At this year's Financial Advisor Symposium in Orlando last month, Morningstar's Don Phillips was moderating a panel of All-Star mutual fund managers, and he asked Pittsburgh mutual fund maven Ron Muhlenkamp where he was investing.
Muhlenkamp responded that one reason he was going to lots of financial advisor conferences these days was that he thought the entire advisory industry, from independent advisors to mutual fund companies, would be the major beneficiary of the savings boom. Recalling the savings spree that followed the 1990-91 recession, Muhlenkamp noted, "For the next five years, Merrill Lynch grew faster than Wal-Mart." Back then, Wal-Mart was still a growth company, not the proxy for U.S. retail sales that it is today.
Muhlenkamp also asked advisors for a show of hands as to whether they had cut their own spending by 5% or more in the last year. Most attendees raised their hands. Then he asked whether their reductions in personal consumption were painful. Few people raised their hands.
Another keynote speaker at the conference, economist A. Gary Shilling, offered similar thoughts about the next decade. Higher savings rates, combined with anemic consumer spending, put financial advisors in the sweet spot of a new economy.
Everyone is trying to figure out how permanent the changes wrought by the 2008 financial crisis will be. We don't know exactly where Pimco's "new normal" will settle out, but the idea that Americans will return to their old free-spending ways seems far-fetched.
The point here is not to urge advisors to run out and overweight their clients' portfolios with financial services companies. To the contrary, it's just to say that after experiencing what for many probably has been the most stressful year of their professional lives, there would appear to be some tailwinds gathering that could turn in your favor.
As I write this, Thanksgiving is a week away and if you don't think you have something to be thankful for, I'd urge you to think again.
As for me, I have a great editorial staff here to be thankful for, starting with our managing editor, Dorothy Hinchcliff. This string of good luck extends to our senior editors, Ray Fazzi, Jeff Schlegel and Eric Rasmussen, as well as our award-winning creative director, Laura Zavetz, and her staff, including Jodie Battaglia and Merri Chapin, and our production manager Aimee Melli.
We're also lucky to have so many great contributors that I can't list them all, but Roy Diliberto, Mike Martin, Dave Lawrence, Joel Bruckenstein, Mary Rowland, Dick Wagner, Dave Drucker, Caren Chesler, Andy Gluck, Mitch Anthony, Gail Liberman, Bruce Fraser, Alan Lavine and Karen DeMasters. And this month our all-time favorite columnist, Nick Murray, writes the Parting Shot column on the best books of 2009 on page 100.
To them, and to everyone else here in our sales staff, production and operational staffs, I'm not just grateful. They and you are the reason I'm looking forward to 2010.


▸ What the task requires: Each line of the records containing "papier" is to be copied out and returned.

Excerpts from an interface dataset
-- -- --

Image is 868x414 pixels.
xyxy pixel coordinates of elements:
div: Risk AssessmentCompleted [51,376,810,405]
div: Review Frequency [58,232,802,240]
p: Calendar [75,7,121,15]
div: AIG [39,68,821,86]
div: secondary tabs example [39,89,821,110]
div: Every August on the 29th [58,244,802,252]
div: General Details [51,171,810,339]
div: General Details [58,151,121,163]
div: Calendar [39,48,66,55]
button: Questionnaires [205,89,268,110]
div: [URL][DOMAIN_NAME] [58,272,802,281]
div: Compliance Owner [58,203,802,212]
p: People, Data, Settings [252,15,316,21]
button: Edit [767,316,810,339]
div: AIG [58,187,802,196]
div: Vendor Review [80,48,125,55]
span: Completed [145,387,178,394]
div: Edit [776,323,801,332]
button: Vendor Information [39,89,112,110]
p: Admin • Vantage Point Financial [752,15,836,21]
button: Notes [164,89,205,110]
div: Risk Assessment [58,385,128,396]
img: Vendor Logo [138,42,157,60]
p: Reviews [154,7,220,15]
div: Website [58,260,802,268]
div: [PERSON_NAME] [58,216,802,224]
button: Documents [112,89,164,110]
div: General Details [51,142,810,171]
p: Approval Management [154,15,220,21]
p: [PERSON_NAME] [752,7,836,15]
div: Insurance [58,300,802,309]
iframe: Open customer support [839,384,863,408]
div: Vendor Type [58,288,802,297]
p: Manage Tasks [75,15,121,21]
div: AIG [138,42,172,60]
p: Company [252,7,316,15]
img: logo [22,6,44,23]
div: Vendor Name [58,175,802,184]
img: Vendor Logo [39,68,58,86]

-- -- --

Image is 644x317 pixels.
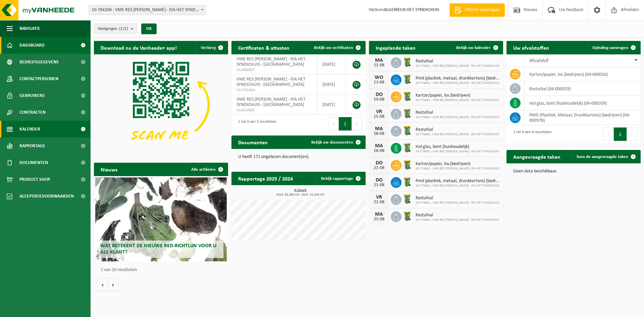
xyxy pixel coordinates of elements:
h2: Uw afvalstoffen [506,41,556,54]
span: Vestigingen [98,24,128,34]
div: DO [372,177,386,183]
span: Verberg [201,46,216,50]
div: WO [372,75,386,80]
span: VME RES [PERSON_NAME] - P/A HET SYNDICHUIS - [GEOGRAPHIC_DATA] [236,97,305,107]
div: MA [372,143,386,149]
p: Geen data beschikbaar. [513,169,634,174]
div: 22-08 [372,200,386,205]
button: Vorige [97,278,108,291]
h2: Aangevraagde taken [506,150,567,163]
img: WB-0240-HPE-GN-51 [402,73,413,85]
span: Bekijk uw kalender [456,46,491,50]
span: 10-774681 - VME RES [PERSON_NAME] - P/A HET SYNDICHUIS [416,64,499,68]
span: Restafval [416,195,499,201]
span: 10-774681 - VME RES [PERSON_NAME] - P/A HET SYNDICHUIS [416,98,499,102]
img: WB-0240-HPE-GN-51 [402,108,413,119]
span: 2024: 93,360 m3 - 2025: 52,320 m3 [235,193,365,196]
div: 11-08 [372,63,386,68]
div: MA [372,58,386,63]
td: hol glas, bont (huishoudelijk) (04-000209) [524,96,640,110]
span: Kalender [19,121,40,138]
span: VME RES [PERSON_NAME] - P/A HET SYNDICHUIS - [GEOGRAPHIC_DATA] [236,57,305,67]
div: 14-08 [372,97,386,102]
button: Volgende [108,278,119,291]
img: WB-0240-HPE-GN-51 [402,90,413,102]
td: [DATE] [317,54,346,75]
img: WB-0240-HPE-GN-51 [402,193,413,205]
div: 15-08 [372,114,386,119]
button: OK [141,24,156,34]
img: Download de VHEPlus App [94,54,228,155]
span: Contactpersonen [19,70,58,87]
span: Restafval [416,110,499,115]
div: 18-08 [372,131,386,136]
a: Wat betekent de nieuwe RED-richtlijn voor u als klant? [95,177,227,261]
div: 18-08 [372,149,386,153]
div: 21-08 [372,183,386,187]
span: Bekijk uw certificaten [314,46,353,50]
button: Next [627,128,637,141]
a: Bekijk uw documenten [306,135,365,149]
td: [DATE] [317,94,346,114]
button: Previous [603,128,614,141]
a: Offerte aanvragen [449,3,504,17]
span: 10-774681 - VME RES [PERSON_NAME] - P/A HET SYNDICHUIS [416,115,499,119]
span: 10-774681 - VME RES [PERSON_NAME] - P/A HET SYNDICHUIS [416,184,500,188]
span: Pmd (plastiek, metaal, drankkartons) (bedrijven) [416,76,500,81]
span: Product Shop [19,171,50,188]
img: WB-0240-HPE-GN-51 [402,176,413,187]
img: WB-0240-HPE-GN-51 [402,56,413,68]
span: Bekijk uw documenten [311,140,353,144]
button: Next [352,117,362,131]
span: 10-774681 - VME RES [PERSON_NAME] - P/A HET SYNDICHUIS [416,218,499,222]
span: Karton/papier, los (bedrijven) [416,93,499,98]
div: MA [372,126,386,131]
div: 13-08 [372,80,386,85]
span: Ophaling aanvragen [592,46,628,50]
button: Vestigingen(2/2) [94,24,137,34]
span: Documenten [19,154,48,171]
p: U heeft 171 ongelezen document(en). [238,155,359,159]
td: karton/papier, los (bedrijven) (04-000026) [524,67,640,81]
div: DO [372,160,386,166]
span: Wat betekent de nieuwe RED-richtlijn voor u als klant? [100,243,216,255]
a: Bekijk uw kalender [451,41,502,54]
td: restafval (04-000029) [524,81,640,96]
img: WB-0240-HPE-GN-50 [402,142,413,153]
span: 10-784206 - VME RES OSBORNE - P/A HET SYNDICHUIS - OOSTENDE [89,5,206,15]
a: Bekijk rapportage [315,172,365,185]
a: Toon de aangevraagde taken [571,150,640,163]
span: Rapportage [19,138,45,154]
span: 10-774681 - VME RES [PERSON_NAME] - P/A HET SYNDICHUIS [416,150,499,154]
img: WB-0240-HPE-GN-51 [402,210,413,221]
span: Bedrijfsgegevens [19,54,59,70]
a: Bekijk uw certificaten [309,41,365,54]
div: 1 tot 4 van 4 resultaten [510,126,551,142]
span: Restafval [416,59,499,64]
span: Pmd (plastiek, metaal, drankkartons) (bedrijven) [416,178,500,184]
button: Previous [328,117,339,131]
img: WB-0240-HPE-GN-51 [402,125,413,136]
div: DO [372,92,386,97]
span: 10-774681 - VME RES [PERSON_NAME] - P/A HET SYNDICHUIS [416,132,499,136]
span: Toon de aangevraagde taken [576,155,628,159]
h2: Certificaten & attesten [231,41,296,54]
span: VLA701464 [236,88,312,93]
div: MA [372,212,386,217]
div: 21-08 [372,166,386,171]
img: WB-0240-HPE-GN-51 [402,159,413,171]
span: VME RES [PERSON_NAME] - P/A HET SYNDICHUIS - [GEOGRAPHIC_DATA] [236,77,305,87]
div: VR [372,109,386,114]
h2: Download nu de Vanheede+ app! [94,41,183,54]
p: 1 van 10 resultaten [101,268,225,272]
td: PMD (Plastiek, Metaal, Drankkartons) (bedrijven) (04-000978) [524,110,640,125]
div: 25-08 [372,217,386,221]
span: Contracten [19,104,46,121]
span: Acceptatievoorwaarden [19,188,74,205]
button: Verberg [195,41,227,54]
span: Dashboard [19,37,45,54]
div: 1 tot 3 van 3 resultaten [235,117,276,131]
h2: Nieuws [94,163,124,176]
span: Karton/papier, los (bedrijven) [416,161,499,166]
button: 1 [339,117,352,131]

-- -- --

▸ Written response:
span: Karton/papier, los (bedrijven) [416,93,499,98]
td: karton/papier, los (bedrijven) (04-000026) [524,67,640,81]
span: Karton/papier, los (bedrijven) [416,161,499,166]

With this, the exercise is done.